The Phone Call
One morning, around 2am, I received a call from my manager – “I know you’re not on call and so you know I wouldn’t be calling you if it wasn’t urgent but…….”.
I was a network engineer for a long time and those words for me are like the Bat-signal – I didn’t need an explanation, I was in my car and driving within 10 minutes.
Of the many times that has happened to me that one doesn’t even crack the top 3 of wacky outages I’ve been in. This one started with “…..errr the building has been struck by lighting and taken everything out” (believe me that it’s nothing like Back to the Future)
An hour and half later I walked in to my manager giving me a list of issues. The number one was a Cisco Catalyst 4009 running Catos (Google it kids) that we thought had only had a blown layer3 daughter card. We had a very good maintenance contract and had the part on site within about an hour or so and swapped. We soon found out that this wasn’t the only issue with the Cat.
Reading this 3 years later in the cold light of day you could be tempted to comment that at this point you would have noticed that all the servers connected to the Cat’ were still offline and you wouldn’t have been saying to yourself “well that was easy, celebrate with a bru?…….stupid servers!”. But in these high pressure, laugh it off instead of puking, down time experiences where literally every minute that passes has a financial penalty associated with it, everything they teach you about troubleshooting in books or on a course isn’t actually that good or practical. You concentrate on core routing, your core building blocks – fix the hardest thing first and everything else will fall into place. i.e. your servers are just expensive table tops until the network has healthy routing that knows how to connect A to B (why is B always at the other side of the world?!).

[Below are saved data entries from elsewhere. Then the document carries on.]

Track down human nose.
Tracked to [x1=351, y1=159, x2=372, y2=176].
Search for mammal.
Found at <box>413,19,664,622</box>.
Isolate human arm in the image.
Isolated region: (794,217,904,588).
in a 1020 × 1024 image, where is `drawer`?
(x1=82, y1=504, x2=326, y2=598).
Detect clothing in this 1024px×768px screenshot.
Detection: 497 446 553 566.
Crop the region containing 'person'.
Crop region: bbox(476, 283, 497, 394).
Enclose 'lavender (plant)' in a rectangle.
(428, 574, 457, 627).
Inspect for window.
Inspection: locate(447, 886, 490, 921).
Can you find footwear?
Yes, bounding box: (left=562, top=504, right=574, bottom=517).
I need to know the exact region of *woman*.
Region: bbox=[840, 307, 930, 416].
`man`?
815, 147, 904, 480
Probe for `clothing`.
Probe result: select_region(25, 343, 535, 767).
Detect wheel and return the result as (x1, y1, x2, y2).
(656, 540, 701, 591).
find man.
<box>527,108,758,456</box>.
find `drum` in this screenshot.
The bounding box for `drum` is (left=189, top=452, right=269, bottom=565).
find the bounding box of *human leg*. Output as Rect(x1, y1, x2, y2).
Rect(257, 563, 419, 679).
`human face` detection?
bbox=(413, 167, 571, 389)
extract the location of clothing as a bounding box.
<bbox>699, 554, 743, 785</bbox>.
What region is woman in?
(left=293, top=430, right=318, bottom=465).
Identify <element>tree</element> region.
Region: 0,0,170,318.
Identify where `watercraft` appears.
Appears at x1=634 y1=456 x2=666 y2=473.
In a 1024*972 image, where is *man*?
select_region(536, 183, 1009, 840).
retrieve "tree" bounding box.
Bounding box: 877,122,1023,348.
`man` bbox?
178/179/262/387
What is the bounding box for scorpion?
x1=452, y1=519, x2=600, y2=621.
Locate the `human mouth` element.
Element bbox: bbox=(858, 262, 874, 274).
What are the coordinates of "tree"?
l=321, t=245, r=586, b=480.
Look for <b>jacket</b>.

Long diagnosis story short, the power outage had caused the Cat’ to have only the odd numbered slots in the chases backplane work. We figured out that because the servers were evenly distributed, there would be enough room to move things around and put the servers on the remaining working slots. Easier said than done as due to years of use, every cable had to be labelled, removed, manoeuvred to one side, move the switch modules around until they all came up, then and after writing a new config for every port (in CatOS no less), then plugged the cables into their new home.
This was actually only one of many things that needed fixing in what turned into a 16 hour (i think) day and thankfully, by this time, something called al-cooo-hol?? had been discovered in the world and I proceed to see what all the fuss was about.
What I would do different now
These days I use these experiences to design solutions around ‘what can i do to prevent this’ instead of ‘if only i’d done this to prevent that’.
With that mentality in mind I recently purchased a load of these for a project – SergeantClip www.sergeantclip.com
It’s a straightforward plastic clip which can take a bundle of up to 6 or 12 cables (copper or fibre) and insert the clip around them and clamp it down. Now a 12 cable bundle is able to be disconnected and reconnected in quick fashion. You just have to keep an eye on which bundle goes into which port group and label up accordingly.
Instead of labelling 48 cables per switch or line card, you just label 4 clips.
Although the clip has many uses i.e. speed up a undocumented data centre migration etc, but for me it’s more about time saving in the future. It might seem odd to want to buy a plastic clip to save yourself an hour or so during an outage that may or may not happen but believe me, if you’ve been where I have you’d wish you’d had them.
Full disclosure: I don’t have any personal financial interest in the product.